Step inside, however, and you’ll discover where de’lish has been putting its real energy, and the key to its continued success. The counter teems with scratch-baked comestibles: plump muffins and scones in the morning, vegetable tarts and frittatas for lunch, and an all-day roster of exquisitely-assembled cakes, pastries, squares, and cookies. And did you see the salads? The sandwiches? Or that refrigerator behind you, packed with takeaway portions of braised short ribs and coq au vin?

It’s the happiest dilemma a diner can be faced with: everything looks so good that it’s hard to choose what to have. “This,” says owner Mark Davies, “is how you stay in business.”

When Davies and his wife Lori Debelle opened de’lish in 2007, they had a simple but ambitious vision for what they wanted their place to be. Davies, a classically-trained chef with a globetrotting background in hotels and catering, wanted to bring the refinement of fine dining into a casual, community-based setting. The idea was to offer something really good for everyone: from the regulars who stop by for their morning espresso, to the young parents and grande dames of Oak Bay, who rely on the takeaway menu for the kind of slow-cooked comfort food they have neither the time nor the inclination to prepare. “It’s their little escape,” Davies says.

This twofold commitment to quality and variety has seen de’lish flourish in its seven years of operation. “You can’t always come up with something new,” says Davies, “but you can give it your own twist and do it better.” 

“Do it better” seems to be the unwritten motto of this café. The menu leans toward traditional, classically-inspired fare — pain au chocolat and tarte au citron in the pastry case, prawns in Pernod and boeuf bourginon in the takeaway section — but each prepared with such care to become, in some cases, the Platonic ideal of what such foodstuffs ought to be. Take, for example, the flourless chocolate torte: a common enough patisserie item, but often carried too far in one direction — too bitter, too eggy, too dry, too sweet. But de’lish, by golly, hits it dead on the mark: dense and fudge-like to the fork, but smooth as whipped cream on the tongue, with just the right amount of sugar to temper the blackout intensity of the chocolate.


Your instructions
Find all lines in the records that include the word "JSON", and copy them out.

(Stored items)
[Start of Attachment]

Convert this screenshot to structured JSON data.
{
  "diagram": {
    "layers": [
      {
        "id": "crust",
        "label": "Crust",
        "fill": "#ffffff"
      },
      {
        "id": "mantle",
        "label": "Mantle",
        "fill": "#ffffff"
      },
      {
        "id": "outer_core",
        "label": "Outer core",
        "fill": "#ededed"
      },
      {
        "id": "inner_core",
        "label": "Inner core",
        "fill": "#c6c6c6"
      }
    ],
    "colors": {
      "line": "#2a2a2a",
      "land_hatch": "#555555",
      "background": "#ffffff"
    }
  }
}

[End of Attachment]
[Start of Attachment]

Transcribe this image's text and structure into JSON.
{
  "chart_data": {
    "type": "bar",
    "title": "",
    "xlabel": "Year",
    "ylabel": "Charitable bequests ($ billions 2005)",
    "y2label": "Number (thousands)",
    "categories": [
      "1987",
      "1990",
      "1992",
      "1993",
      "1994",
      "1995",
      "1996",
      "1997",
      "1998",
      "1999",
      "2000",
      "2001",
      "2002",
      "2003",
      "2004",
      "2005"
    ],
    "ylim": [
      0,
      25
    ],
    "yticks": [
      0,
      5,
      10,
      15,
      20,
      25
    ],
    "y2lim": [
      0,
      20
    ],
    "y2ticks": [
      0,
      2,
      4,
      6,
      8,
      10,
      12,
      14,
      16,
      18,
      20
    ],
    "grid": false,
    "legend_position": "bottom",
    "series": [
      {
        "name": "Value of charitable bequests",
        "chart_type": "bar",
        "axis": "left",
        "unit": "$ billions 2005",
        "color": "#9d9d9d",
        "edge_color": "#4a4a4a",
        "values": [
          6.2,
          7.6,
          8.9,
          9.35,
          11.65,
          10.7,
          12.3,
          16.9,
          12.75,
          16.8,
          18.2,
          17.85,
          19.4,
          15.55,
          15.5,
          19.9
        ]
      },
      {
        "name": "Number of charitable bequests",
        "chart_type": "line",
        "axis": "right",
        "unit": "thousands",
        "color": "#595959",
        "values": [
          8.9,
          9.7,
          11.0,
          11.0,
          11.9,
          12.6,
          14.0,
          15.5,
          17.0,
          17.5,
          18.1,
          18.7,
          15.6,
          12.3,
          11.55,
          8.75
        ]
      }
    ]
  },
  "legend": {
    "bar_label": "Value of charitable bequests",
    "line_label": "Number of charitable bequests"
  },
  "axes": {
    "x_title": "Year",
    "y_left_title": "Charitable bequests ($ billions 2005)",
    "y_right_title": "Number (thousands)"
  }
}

[End of Attachment]

Response to the task
Convert this screenshot to structured JSON data.
Transcribe this image's text and structure into JSON.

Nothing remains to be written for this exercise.